Cap-and-trade programs have become a favorite mechanism of the Bush administration and U.S. EPA, but a federal appeals court said today that a plan to regulate mercury emissions from coal-fired power plants is a violation of the Clean Air Act.
The EPA plan, which was set to take effect in 2010, would have allowed power companies that exceeded mercury standards to buy credits from other facilities, as opposed to implementing their own emissions controls. The agency first proposed the rule in 2004, scrapping Clinton administration regulations that called for lower mercury emissions at every plant.
But the U.S. Court of Appeals for the District of Columbia Circuit struck down the new rule, agreeing with a coalition of environmental groups and 17 states who had filed a lawsuit against the EPA. The plaintiffs argued that because mercury accumulates and falls to the ground close to its source, plants that buy credits to emit higher levels of mercury would create larger hotspots and endanger human health.
According to the Energy Department, coal-fired power plants account for about a third of the estimated 48 tons of mercury emitted in U.S. each year.

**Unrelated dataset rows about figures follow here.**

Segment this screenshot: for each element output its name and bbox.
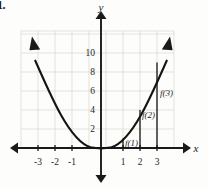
parabola-plot: -3 -2 -1 1 2 3 2 4 6 8 10 x y (0, 0, 208, 188)
figure-screenshot: 1. (0, 0, 208, 188)
x-tick-label-2: 2 (138, 157, 143, 167)
x-tick-label-neg1: -1 (68, 157, 76, 167)
y-tick-label-2: 2 (90, 124, 95, 134)
curve-arrow-upper-left (29, 37, 40, 51)
x-axis-label: x (193, 142, 199, 154)
y-axis-arrow-down (96, 175, 107, 183)
x-tick-label-neg3: -3 (34, 157, 42, 167)
x-axis-arrow-right (183, 143, 191, 154)
y-tick-label-4: 4 (90, 105, 95, 115)
y-axis (96, 11, 107, 183)
x-tick-label-neg2: -2 (51, 157, 59, 167)
grid-lines (21, 31, 174, 148)
y-tick-label-10: 10 (86, 48, 96, 58)
y-tick-label-8: 8 (90, 67, 95, 77)
x-tick-label-3: 3 (155, 157, 160, 167)
x-axis-arrow-left (10, 143, 18, 154)
annotation-label-f1: f(1) (125, 138, 138, 148)
annotation-label-f2: f(2) (142, 110, 155, 120)
curve-arrow-upper-right (162, 37, 173, 51)
annotation-label-f3: f(3) (160, 88, 173, 98)
x-tick-label-1: 1 (121, 157, 126, 167)
y-axis-label: y (98, 1, 104, 13)
y-tick-label-6: 6 (90, 86, 95, 96)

The toxin is especially harmful to pregnant women who eat mercury-contaminated fish.
While environmental groups praised the decision, the EPA and power company officials said the ruling would delay the implementation of any mercury rule, causing greater harm in the long run.
"Ironically, with their aggressive litigation posture, the environmental community and their state allies have again caused uncertainty and delay in regulating mercury," coal lobbyist Scott Segal said in the Washington Post. "The Environmental Protection Agency essentially must return to the drawing board in developing a new mercury rule."